Is ChatGPT autocomplete bad UX/UI?
I get it. I am not the only user the world revolves around. When an app does not behave the way I would prefer, it’s probably because most people have different preferences, and the app is optimized for them.
But sometimes, I encounter UI/UX decisions that puzzle me. Not because I dislike them but because I have trouble imagining anyone likes them.
One of those puzzling UI/UX decisions is ChatGPT autocomplete.
I was able to come up with only two possible explanations for its existence:
- UX/UI experts at OpenAI (and other multi-billion companies) have a flawed understanding of how people chat.
- I am weird and chat differently than most people.
Before we conclude that solution #2 is the correct one, let me make my case for #1.
Autocomplete is helpful in search bars because the potential response space is small and the likelihood of success big - two words can be enough to guess a four-word search query.
Chat is different. I write long-ish posts that are a lot more complex than a typical search query - the likelihood of ChatGPT getting what I want after the first characters is minuscule. My experience corresponds with this - ChatGPT never guesses correctly what I want to write. Literally not once.
This explains why ChatGPT autocomplete is useless to me. But why does it feel so annoying and frustrating? Because the mental process I use when chatting differs from the one I use when searching.
When using a search, I already know what I am searching for. Using chat is a lot more like regular talking… and when I talk, I do not know exactly what I will say before I say it. I am thinking aloud. And when someone is talking over me, it is distracting. My train of thought gets derailed when I start typing and ChatGPT inserts something completely unrelated.
Imagine if ChatGPT were a colleague. You want to discuss how to implement a new feature in your app…
Should we…
…go to the library? Exercise more? Make compound chicken for lunch?
No, I want to talk about…
…the latest tech trends? Healthy lifestyle tips? My favorite books and why I love them?
For Christ’s sake, could you shut…
…the front door? All the windows in the building? Our business?
A colleague like that would drive me crazy. And I would be puzzled if other people were like “Oh, he finished my sentence again. He is awesome”. What am I missing?
UPDATE: There are some interesting comments on Hacker News. One of them points out that the autocomplete could be more of a hint on how to use ChatGPT than a feature to help you finish writing as quickly as possible.
Probably, at one point, they did some user testing or similar and figured out that most people don’t even know what to ask these chatbots. So they add some “quickstarts” for people to “get inspired” by.
When I was writing the article, I quickly considered discoverability as a reason they added this feature and discarded it immediately because everyone knows how to use chat, right? Well, maybe not this kind of chat. Chatting with artificial intelligence is new.
Other commenters do not find those autocomplete suggestions distracting because they never look at them. How simple. Simple, yet surprising to me, because I literally cannot NOT look at them. Perhaps I underestimated my distractability. Maybe it is my perception quirk. I find it very difficult to read a page where something is moving, even if it’s just a little GIF somewhere in the corner. Am I the weird one? Possibly.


» **WHAT TO PRODUCE**: Transcribe each line below without altering anything.

Website and app data records:
···

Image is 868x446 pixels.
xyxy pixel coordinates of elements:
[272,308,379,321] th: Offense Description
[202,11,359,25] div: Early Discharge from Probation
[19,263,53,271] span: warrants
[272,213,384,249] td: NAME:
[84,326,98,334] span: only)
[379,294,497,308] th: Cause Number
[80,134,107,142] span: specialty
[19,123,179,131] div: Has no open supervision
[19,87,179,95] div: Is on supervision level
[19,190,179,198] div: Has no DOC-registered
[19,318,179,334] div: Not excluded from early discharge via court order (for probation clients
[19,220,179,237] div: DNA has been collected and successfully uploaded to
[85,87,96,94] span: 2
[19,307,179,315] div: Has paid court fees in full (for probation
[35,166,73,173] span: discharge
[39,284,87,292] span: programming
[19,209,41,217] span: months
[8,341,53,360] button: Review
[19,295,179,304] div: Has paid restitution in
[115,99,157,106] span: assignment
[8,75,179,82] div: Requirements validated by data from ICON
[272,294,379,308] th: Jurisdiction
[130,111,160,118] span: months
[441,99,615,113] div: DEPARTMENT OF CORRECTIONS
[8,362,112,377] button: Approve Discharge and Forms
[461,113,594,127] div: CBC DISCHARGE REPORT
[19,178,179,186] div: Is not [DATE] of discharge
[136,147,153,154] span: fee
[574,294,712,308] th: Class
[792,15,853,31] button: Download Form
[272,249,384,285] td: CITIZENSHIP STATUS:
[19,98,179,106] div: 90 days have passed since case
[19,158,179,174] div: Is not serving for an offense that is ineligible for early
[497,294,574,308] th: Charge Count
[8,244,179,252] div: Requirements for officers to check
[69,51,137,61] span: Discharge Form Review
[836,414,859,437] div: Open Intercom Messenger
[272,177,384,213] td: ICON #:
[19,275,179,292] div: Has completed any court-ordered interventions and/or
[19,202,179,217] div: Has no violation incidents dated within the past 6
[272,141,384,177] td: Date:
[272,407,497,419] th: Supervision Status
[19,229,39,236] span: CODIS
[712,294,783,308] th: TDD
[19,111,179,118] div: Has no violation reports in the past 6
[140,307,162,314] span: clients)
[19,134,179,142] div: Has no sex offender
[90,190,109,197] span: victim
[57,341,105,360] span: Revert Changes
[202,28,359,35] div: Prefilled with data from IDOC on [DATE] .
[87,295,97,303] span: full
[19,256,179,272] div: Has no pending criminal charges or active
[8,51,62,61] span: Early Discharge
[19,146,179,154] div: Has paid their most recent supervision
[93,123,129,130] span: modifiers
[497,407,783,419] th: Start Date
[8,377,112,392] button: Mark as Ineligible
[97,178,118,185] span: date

···

» **EXERCISE OUTPUT**:
Image is 868x446 pixels.
xyxy pixel coordinates of elements:
[272,308,379,321] th: Offense Description
[202,11,359,25] div: Early Discharge from Probation
[19,263,53,271] span: warrants
[272,213,384,249] td: NAME:
[84,326,98,334] span: only)
[379,294,497,308] th: Cause Number
[80,134,107,142] span: specialty
[19,123,179,131] div: Has no open supervision
[19,87,179,95] div: Is on supervision level
[19,190,179,198] div: Has no DOC-registered
[19,318,179,334] div: Not excluded from early discharge via court order (for probation clients
[19,220,179,237] div: DNA has been collected and successfully uploaded to
[85,87,96,94] span: 2
[19,307,179,315] div: Has paid court fees in full (for probation
[35,166,73,173] span: discharge
[39,284,87,292] span: programming
[19,209,41,217] span: months
[8,341,53,360] button: Review
[19,295,179,304] div: Has paid restitution in
[115,99,157,106] span: assignment
[8,75,179,82] div: Requirements validated by data from ICON
[272,294,379,308] th: Jurisdiction
[130,111,160,118] span: months
[441,99,615,113] div: DEPARTMENT OF CORRECTIONS
[8,362,112,377] button: Approve Discharge and Forms
[461,113,594,127] div: CBC DISCHARGE REPORT
[19,178,179,186] div: Is not [DATE] of discharge
[136,147,153,154] span: fee
[574,294,712,308] th: Class
[792,15,853,31] button: Download Form
[272,249,384,285] td: CITIZENSHIP STATUS:
[19,98,179,106] div: 90 days have passed since case
[19,158,179,174] div: Is not serving for an offense that is ineligible for early
[497,294,574,308] th: Charge Count
[8,244,179,252] div: Requirements for officers to check
[69,51,137,61] span: Discharge Form Review
[836,414,859,437] div: Open Intercom Messenger
[272,177,384,213] td: ICON #:
[19,275,179,292] div: Has completed any court-ordered interventions and/or
[19,202,179,217] div: Has no violation incidents dated within the past 6
[272,141,384,177] td: Date:
[272,407,497,419] th: Supervision Status
[19,229,39,236] span: CODIS
[712,294,783,308] th: TDD
[19,111,179,118] div: Has no violation reports in the past 6
[140,307,162,314] span: clients)
[19,134,179,142] div: Has no sex offender
[90,190,109,197] span: victim
[57,341,105,360] span: Revert Changes
[202,28,359,35] div: Prefilled with data from IDOC on [DATE] .
[87,295,97,303] span: full
[19,256,179,272] div: Has no pending criminal charges or active
[8,51,62,61] span: Early Discharge
[19,146,179,154] div: Has paid their most recent supervision
[93,123,129,130] span: modifiers
[497,407,783,419] th: Start Date
[8,377,112,392] button: Mark as Ineligible
[97,178,118,185] span: date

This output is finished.